“…The final three papers each emerge from a large-scale project called 'PeaceTalk' that studies talk and interaction in multinational crisis management training involving both civilian and military personnel (see Haddington et al, 2020;Haddington et al 2021;Rautiainen 2021;). The project collaborates closely with FINCENT (Finnish Defence Forces International Centre) and CMC Finland (Crisis Management Centre Finland).…”
“…The final three papers each emerge from a large-scale project called 'PeaceTalk' that studies talk and interaction in multinational crisis management training involving both civilian and military personnel (see Haddington et al, 2020;Haddington et al 2021;Rautiainen 2021;). The project collaborates closely with FINCENT (Finnish Defence Forces International Centre) and CMC Finland (Crisis Management Centre Finland).…”
“…It takes as its distinctive phenomenon members’ methods of practical reasoning and practical action in everyday and specialized social settings ( Livingston, 1987 ; Lynch, 1993 ), and the organization of talk-in-interaction ( Schegloff, 2007 ). For more recent developments, see, e.g., Button et al, 2022 ; Maynard and Heritage, 2022 ; Haddington et al, 2023 ; Sormani and vom Lehn, 2023 .…”
This article proposes that social change, a fundamental topic in sociological theory, can be productively revisited by attending to studies in ethnomethodology and conversation analysis (EM/CA). We argue that the corpus of EM/CA research, from the 1960s until the present day, provides details of the constitutive and identifying aspects of practices and activities that gradually transform into descriptions of obsolescent practices and activities, and that this corpus can be revisited to learn about the ways people used to do things. Taking landline and mobile telephony as a case in point, we show that the subtle details of conversational practices are anchored in the technology used as part of the contemporary lifeworld, and that they stand for the particularities of routine social structures of their time period. We also discuss the temporal aspects of the competences required on the part of members and analysts to make sense of encountered practices in terms of their ordinary recognizability and interactional consequentiality, pointing to the anchoring of social life in its historical time. Finally, we conclude by considering different ways of respecifying social change by attending to various kinds of historicity and obsolescence of social praxis.
In recent years, there has been an increase in critical situations such as crisis and disasters in Germany. Due to the country's low-crisis history and the predominance of blue-light organizations like the police and fire departments in managing disasters, these circumstances affect other organizations, such as public administrations, that have had less contact with crisis management, sometimes unexpectedly. This is illustrated by examples such as the refugee situation in 2015/2016 and the COVID-19 pandemic. One way to prepare is through exercises in crisis management and, more specifically, staff work. The demand for these therefore also seems to be increasing in administrations. This article presents an evaluation approach for such exercises based on an example of a staff exercise in Germany. It describes the developed evaluation approach, discusses some exemplary results in relation to the topic of communication and the potential of a partially standardized evaluation. Finally, the article discusses the extent to which a multi-method approach to exercise evaluation, which works with a standard framework but also leaves scope for individual adaptation, contains practical and scientific added values.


-- Work to be completed --
Every line of the material below that contains the string "arrow" must appear in the answer.

-- Given data --
★ ★ ★ ★ ★ ★ ★

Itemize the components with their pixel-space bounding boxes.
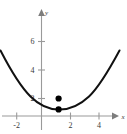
y-axis-label: y [44, 9, 49, 17]
x-tick-label-2: 2 [69, 121, 73, 130]
y-tick-label-4: 4 [31, 66, 35, 75]
x-tick-label-4: 4 [97, 121, 101, 130]
x-axis-label: x [120, 113, 125, 121]
y-tick-label-6: 6 [31, 37, 35, 46]
parabola-figure: -2 2 4 2 4 6 x y [0, 0, 127, 134]
data-point-upper [56, 95, 62, 101]
x-axis-arrow-icon [112, 113, 119, 120]
data-point-vertex [56, 106, 62, 112]
y-axis-arrow-icon [38, 9, 45, 16]
x-tick-label--2: -2 [13, 121, 20, 130]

★ ★ ★ ★ ★ ★ ★

-- Output for this exercise --
x-axis-arrow-icon [112, 113, 119, 120]
y-axis-arrow-icon [38, 9, 45, 16]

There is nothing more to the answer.